The Cornwall Library unveiled its latest art exhibition, “Live It Up!,” showcasing the work of the late West Cornwall resident Joelle Sander on Saturday, April 13. The twenty works on canvas on display were curated in partnership with the library with the help of her son, Jason Sander, from the collection of paintings she left behind to him. Clearly enamored with nature in all its seasons, Sander, who split time between her home in New York City and her country house in Litchfield County, took inspiration from the distinctive white bark trunks of the area’s many birch trees, the swirling snow of Connecticut’s wintery woods, and even the scenic view of the Audubon in Sharon. The sole painting to depict fauna is a melancholy near-abstract outline of a cow, rootless in a miasma haze of plum and Persian blue paint. Her most prominently displayed painting, “Flowers,” effectively builds up layers of paint so that her flurry of petals takes on a three-dimensional texture in their rough application, reminiscent of another Cornwall artist, Don Bracken.

Keep ReadingShow less
A Seder to savor in Sheffield

Rabbi Zach Fredman

Zivar Amrami

On April 23, Race Brook Lodge in Sheffield will host “Feast of Mystics,” a Passover Seder that promises to provide ecstasy for the senses.

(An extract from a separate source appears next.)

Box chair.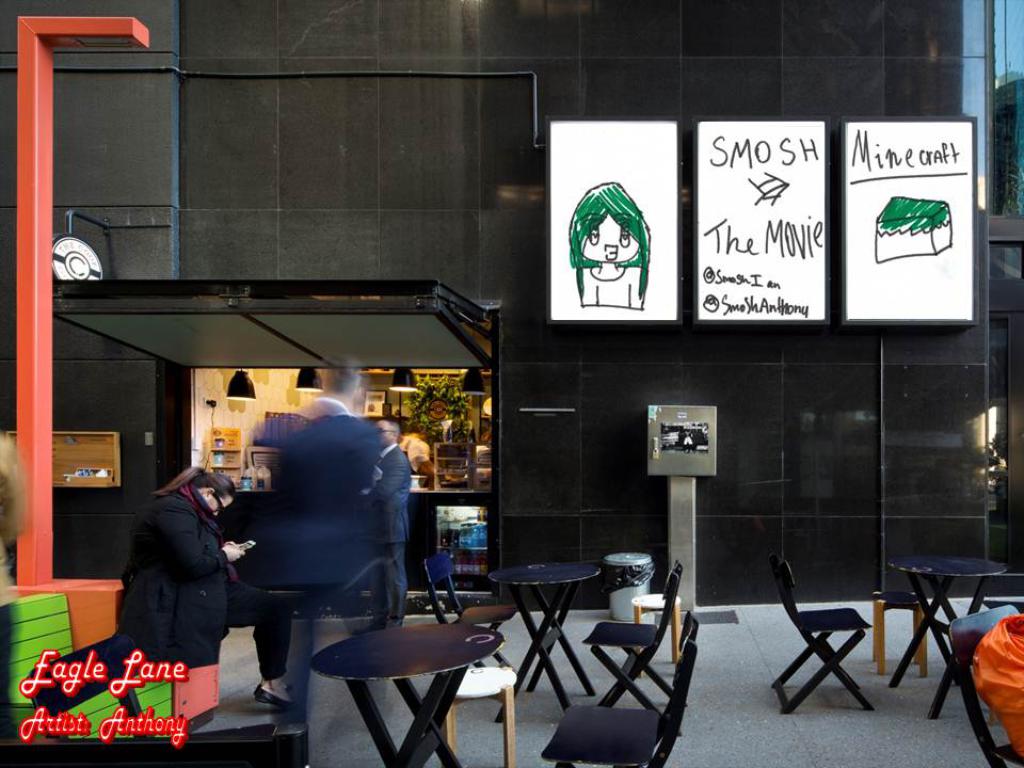
Rect(949, 605, 1023, 767).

“’The Feast of Mystics’ was a title we used for events back when I was running The New Shul,” said Rabbi Zach Fredman of his time at the independent creative community in the West Village in New York City.

Keep ReadingShow less
Art scholarship now honors HVRHS teacher Warren Prindle

Warren Prindle

Patrick L. Sullivan

Legendary American artist Jasper Johns, perhaps best known for his encaustic depictions of the U.S. flag, formed the Foundation for Contemporary Arts in 1963, operating the volunteer-run foundation in his New York City artist studio with the help of his co-founder, the late American composer and music theorist John Cage. Although Johns stepped down from his chair position in 2015, today the Foundation for Community Arts continues its pledge to sponsor emerging artists, with one of its exemplary honors being an $80 thousand dollar scholarship given to a graduating senior from Housatonic Valley Regional High School who is continuing his or her visual arts education on a college level. The award, first established in 2004, is distributed in annual amounts of $20,000 for four years of university education.

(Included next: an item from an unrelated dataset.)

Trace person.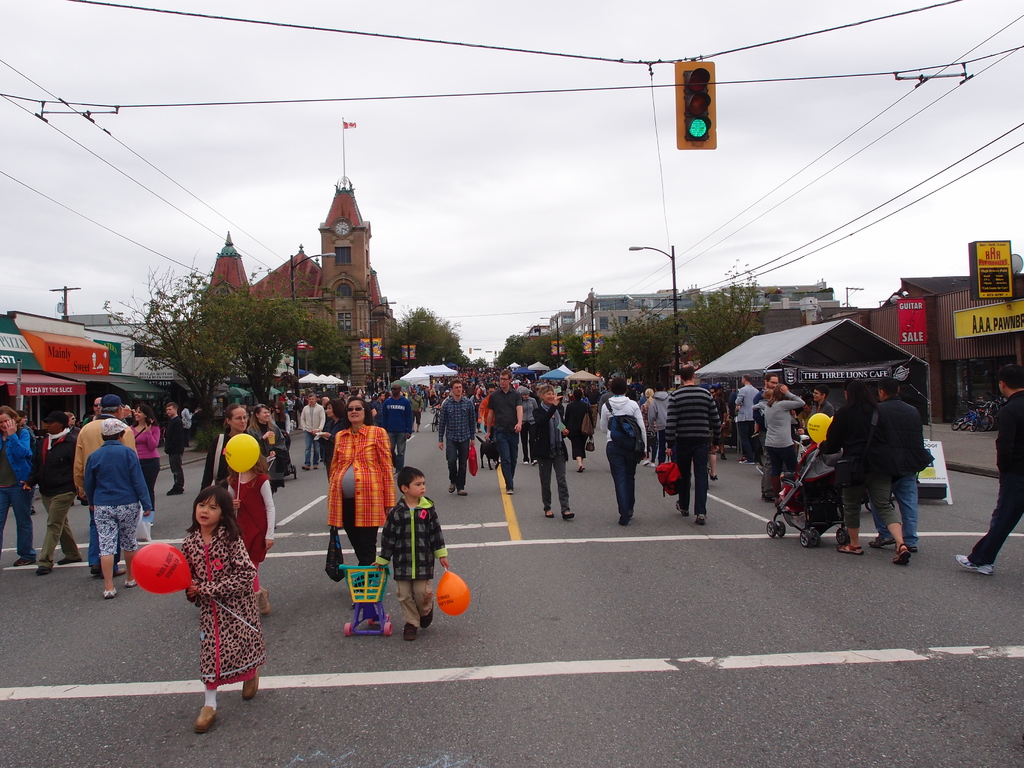
Traced to crop(868, 376, 932, 566).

In 2024, the Contemporary Visual Arts Scholarship was renamed the Warren Prindle Arts Scholarship. A longtime art educator and mentor to young artists at HVRHS, Prindle announced that he will be retiring from teaching at the end of the 2023-24 school year. Recently in 2022, Prindle helped establish the school’s new Kearcher-Monsell Gallery in the library and recruited a team of student interns to help curate and exhibit shows of both student and community-based professional artists. One of Kearcher-Monsell’s early exhibitions featured the work of Theda Galvin, who was later announced as the 2023 winner of the foundation’s $80,000 scholarship. Prindle has also championed the continuation of the annual Blue and Gold juried student art show, which invites the public to both view and purchase student work in multiple mediums, including painting, photography, and sculpture.